Wednesday, July 30, 2008

Addition and Subtraction

As many in the currency already know, a strong currency and a weak currency benefit the local economy in different ways. A strong currency can combat inflation while a weak currency can spur exports. Since 2002, the world has mainly benefited as the US Dollar has declined by almost 45%, using the Dollar Index (DXY), taking their currency gains and plowing them back into their own markets or other markets globally. This benefit mainly applies to those countries that "peg" their own currency to that of the dollar - mainly the middle east, China, Singapore and others. In addition, many countries have openly intervened to keep their currency from being too strong - essentially selling their currency high and buying the dollar low. This has created imbalances globally and what I call a "dollar bubble."

Essentially what is the dollar bubble? It is a bubble of investment that has benefited from the one way trade in the US dollar over the past 6 years. The likes of Brazil have seen major inflows into their economy as the Real has appreciated dramatically vs the good old greenback. Sure, there was some very interesting and supportive reasons to buy Brazil: high overnight investment rates, rising stock and local financial markets and stability politically. This has taken the Bovespa from the 18000 level a few years ago towards 70000 recently. Interestingly, when the USD was on fire to the upside through the late 90's into this decade, investment flows took the Nasdaq to 5000 (along with many other factors but the dollar was involved). A few months after hitting that 70000 level, the Bovespa is now cracking and guess what is occurring right at the same time - the dollar is stabilizing.

Another economy that has benefited from this one way trade has been China. In my opinion, if you take away the dollar peg, China is not growing at 9%, it is growing at 5% at most. The Yuan has fallen with the dollar over the last few years making their goods the cheapest on the planet by far sending major amounts of dollars and currency into the Chinese economy, leading to massive amounts of demand for infrastructure and commodities, sending crude prices sky high and global grain prices to the moon. The Shanghai comp rallied tremendously and then started to decline as the Yuan appreciated versus the dollar - albeit to a limited extent. Now the economy is slowing as well.

My point here is simple. These two economies, along with likes of Dubai and other mid eastern nations pegged to the USD, have benefited artificially from a weak dollar. What happens then if the dollar rallies like I think we are on the verge of? What happens if the Euro collapses through 1.50 and crude breaks 120? The great unwind occurs. What is the great unwind? the selling that is everything commodity or inverse to the dollar. I think the potential for a dollar rally is growing by the day and once the ECB flinches, and admits that they probably should have not hiked rates a few months ago (they are now tight by my calculations by 40bps), the Euro will be toast. And the one way trade....will be over.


Examine each line of the data. Copy the line if it includes the word "item".

Data records:
■ ■ ■
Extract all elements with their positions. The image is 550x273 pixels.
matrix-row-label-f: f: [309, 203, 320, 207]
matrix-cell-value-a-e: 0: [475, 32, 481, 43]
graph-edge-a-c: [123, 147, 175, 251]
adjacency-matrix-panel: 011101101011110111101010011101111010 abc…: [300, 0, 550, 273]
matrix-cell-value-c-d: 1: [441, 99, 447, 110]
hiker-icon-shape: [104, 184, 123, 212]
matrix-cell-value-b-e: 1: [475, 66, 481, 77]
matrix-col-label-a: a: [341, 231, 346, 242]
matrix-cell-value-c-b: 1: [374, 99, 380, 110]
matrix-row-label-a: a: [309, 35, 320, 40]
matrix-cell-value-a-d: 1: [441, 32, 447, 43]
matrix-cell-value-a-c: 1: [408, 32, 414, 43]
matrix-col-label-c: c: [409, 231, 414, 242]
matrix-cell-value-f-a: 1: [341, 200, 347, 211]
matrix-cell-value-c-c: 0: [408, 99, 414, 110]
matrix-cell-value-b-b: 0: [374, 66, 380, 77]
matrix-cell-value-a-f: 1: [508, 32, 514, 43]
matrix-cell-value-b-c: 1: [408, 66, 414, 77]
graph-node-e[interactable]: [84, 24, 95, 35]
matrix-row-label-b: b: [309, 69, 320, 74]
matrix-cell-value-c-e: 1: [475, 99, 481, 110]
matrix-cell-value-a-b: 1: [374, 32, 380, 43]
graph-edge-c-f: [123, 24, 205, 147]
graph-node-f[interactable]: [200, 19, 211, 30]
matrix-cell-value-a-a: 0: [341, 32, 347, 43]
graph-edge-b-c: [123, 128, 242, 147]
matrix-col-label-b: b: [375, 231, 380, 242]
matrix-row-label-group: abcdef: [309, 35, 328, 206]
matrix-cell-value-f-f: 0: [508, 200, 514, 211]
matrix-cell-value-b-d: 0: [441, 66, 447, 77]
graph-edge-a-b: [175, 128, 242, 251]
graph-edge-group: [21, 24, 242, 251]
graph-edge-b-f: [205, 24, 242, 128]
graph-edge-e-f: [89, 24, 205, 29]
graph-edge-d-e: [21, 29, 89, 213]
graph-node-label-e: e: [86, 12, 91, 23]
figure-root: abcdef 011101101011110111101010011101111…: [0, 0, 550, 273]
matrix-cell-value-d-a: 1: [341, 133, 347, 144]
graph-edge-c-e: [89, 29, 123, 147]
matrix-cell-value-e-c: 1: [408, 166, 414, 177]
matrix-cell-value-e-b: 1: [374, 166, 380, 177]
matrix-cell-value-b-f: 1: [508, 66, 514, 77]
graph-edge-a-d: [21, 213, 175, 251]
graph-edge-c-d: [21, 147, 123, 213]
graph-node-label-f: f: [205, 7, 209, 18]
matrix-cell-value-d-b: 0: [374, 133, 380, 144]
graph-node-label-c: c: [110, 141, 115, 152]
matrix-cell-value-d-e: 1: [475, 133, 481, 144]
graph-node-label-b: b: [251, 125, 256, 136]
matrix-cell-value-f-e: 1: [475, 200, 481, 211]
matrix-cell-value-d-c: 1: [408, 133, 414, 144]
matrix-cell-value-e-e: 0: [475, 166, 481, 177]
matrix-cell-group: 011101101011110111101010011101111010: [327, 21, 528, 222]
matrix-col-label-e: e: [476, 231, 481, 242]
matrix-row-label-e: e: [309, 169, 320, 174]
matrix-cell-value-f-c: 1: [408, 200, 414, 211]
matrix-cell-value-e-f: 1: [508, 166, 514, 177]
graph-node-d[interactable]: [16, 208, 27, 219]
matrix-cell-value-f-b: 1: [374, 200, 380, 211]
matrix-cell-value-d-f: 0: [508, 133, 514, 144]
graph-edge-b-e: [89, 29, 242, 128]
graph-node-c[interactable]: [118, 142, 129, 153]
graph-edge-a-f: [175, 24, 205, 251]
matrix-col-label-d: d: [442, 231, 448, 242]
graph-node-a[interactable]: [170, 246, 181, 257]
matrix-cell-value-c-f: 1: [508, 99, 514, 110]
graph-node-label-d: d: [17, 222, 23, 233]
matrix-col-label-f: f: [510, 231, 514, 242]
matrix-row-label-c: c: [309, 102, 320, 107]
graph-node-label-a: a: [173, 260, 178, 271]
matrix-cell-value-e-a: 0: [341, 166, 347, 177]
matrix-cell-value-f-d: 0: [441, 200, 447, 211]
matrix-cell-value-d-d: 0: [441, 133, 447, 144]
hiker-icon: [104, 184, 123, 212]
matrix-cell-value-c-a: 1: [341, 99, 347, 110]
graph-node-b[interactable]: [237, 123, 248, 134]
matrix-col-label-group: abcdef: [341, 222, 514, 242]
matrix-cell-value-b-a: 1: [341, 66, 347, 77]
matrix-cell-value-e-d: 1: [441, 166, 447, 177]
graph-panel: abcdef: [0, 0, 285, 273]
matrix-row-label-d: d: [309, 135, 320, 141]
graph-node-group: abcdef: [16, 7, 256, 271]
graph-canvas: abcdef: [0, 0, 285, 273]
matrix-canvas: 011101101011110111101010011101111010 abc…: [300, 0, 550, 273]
■ ■ ■
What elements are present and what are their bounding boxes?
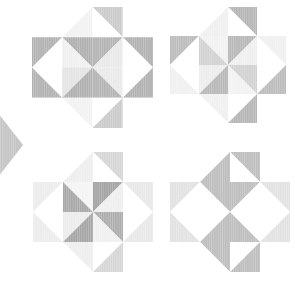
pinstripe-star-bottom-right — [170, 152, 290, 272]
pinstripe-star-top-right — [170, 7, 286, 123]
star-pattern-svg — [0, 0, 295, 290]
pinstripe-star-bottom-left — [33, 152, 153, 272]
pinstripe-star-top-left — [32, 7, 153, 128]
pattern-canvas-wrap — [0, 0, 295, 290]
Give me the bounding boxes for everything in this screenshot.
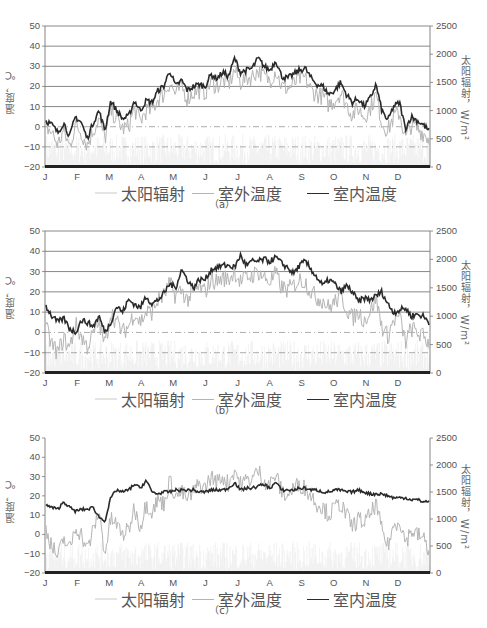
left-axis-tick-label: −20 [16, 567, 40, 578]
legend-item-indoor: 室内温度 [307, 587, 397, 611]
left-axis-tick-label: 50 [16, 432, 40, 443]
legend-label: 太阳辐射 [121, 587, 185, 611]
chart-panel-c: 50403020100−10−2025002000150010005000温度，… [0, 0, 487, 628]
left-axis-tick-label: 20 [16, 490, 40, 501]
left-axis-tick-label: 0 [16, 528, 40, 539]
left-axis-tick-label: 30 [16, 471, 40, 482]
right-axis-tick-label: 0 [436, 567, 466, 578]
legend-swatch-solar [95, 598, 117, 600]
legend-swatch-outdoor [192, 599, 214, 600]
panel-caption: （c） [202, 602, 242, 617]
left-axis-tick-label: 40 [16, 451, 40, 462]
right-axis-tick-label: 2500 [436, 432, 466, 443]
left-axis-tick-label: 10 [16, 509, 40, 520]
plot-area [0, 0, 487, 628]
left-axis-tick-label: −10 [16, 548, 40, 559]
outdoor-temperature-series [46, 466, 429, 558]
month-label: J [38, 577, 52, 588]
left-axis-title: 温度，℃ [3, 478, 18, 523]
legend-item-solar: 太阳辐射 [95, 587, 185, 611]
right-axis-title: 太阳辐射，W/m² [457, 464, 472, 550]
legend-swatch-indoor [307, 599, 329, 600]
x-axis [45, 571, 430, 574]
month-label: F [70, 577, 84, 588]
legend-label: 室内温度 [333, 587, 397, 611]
■ ■ ■
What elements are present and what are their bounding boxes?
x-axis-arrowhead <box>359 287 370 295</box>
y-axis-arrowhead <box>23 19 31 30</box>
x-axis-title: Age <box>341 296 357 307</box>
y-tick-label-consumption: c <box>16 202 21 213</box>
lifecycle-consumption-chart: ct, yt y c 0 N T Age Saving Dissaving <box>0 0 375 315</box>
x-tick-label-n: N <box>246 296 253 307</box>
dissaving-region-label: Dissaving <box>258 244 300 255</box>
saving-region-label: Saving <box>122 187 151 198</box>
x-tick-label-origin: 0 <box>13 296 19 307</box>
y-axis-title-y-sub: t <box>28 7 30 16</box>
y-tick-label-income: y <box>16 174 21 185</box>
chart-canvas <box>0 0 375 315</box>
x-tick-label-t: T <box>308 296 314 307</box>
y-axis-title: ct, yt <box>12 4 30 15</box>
■ ■ ■
• **Response area**
legend-item-indoor: 室内温度 [307, 587, 397, 611]
legend-item-solar: 太阳辐射 [95, 587, 185, 611]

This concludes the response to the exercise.